- _WHAT THIS TASK INVOLVES_: Reproduce, word for word, the lines in the material below starting with the one that has "At what (x,y)" and going on through the one that has "The height and". Leave out all pictures.

- _EXTRACTED RECORDS_:
━━━━━━━━━━━━━━━━━━━━
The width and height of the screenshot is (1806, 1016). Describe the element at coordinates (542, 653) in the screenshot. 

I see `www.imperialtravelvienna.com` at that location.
━━━━━━━━━━━━━━━━━━━━
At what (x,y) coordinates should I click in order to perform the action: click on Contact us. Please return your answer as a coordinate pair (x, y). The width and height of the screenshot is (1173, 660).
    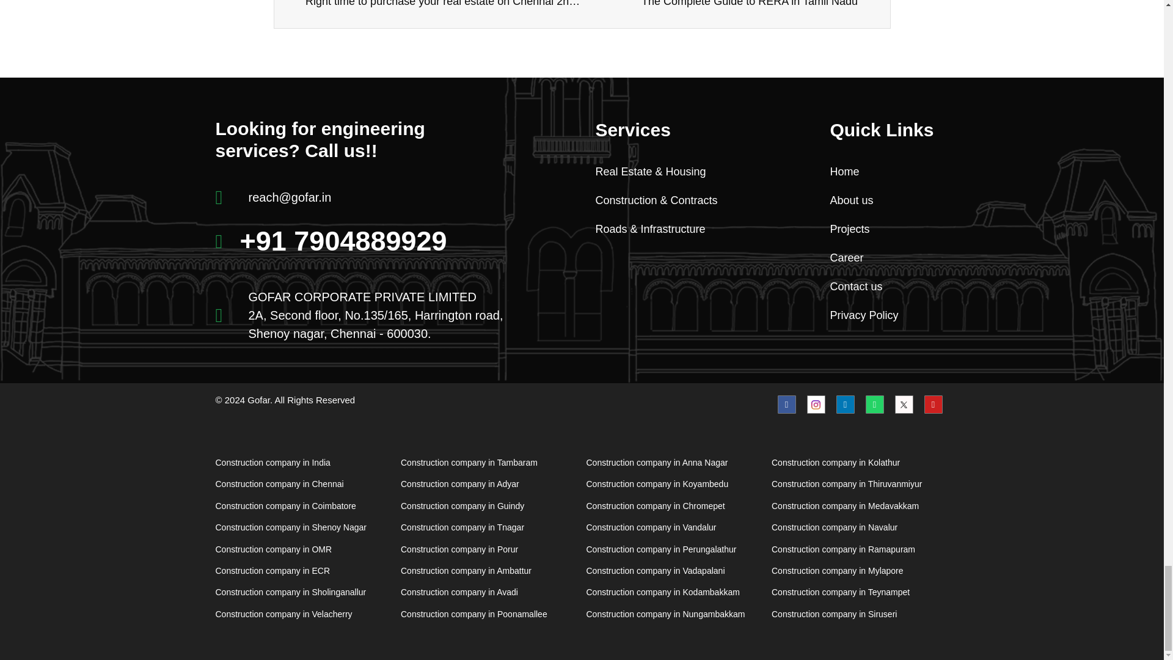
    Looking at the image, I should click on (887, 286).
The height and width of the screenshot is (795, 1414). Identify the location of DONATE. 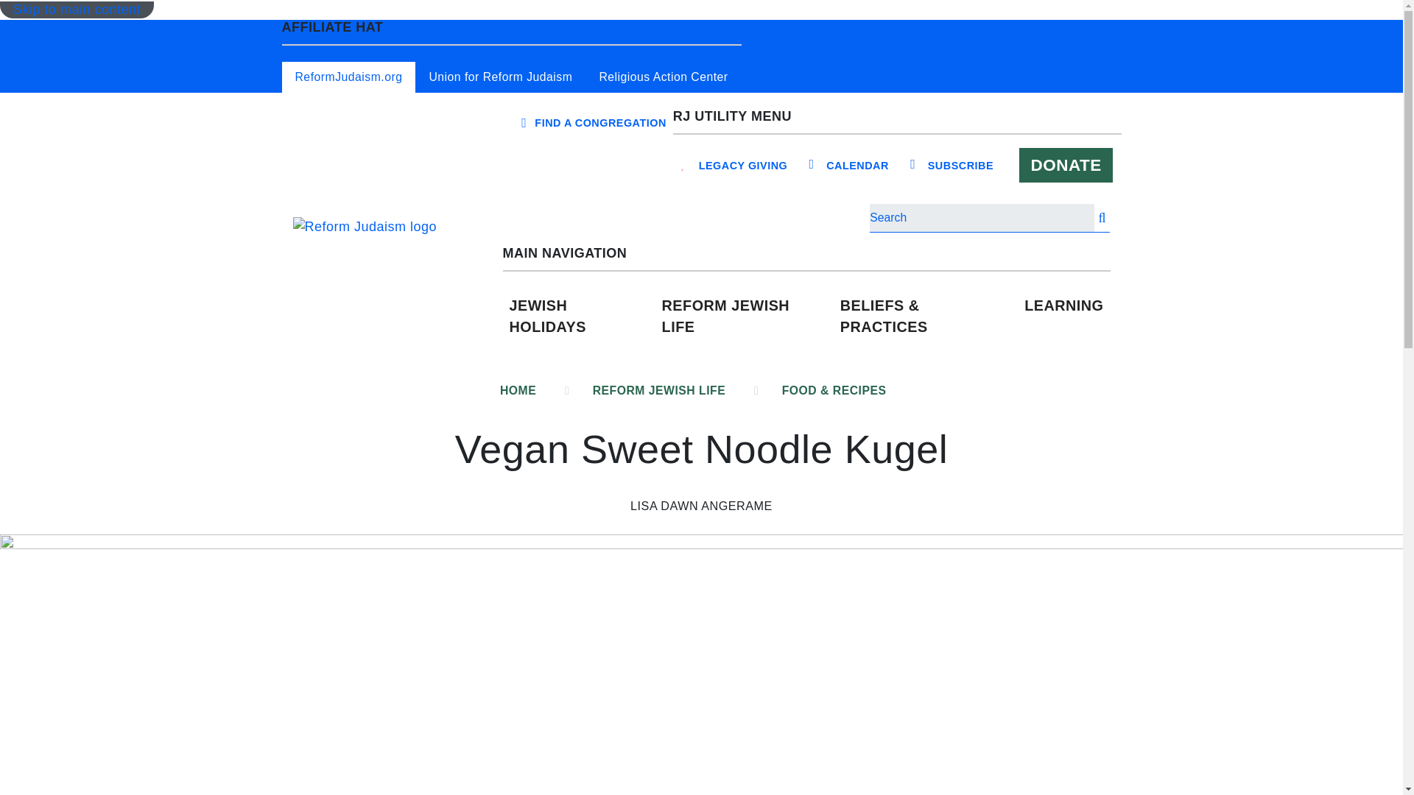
━━━━━━━━━━━━━━━━━━━━
- _REPLY_:
At what (x,y) coordinates should I click in order to perform the action: click on Contact us. Please return your answer as a coordinate pair (x, y). The width and height of the screenshot is (1173, 660).
    Looking at the image, I should click on (887, 286).
The height and width of the screenshot is (795, 1414). Identify the location of DONATE. 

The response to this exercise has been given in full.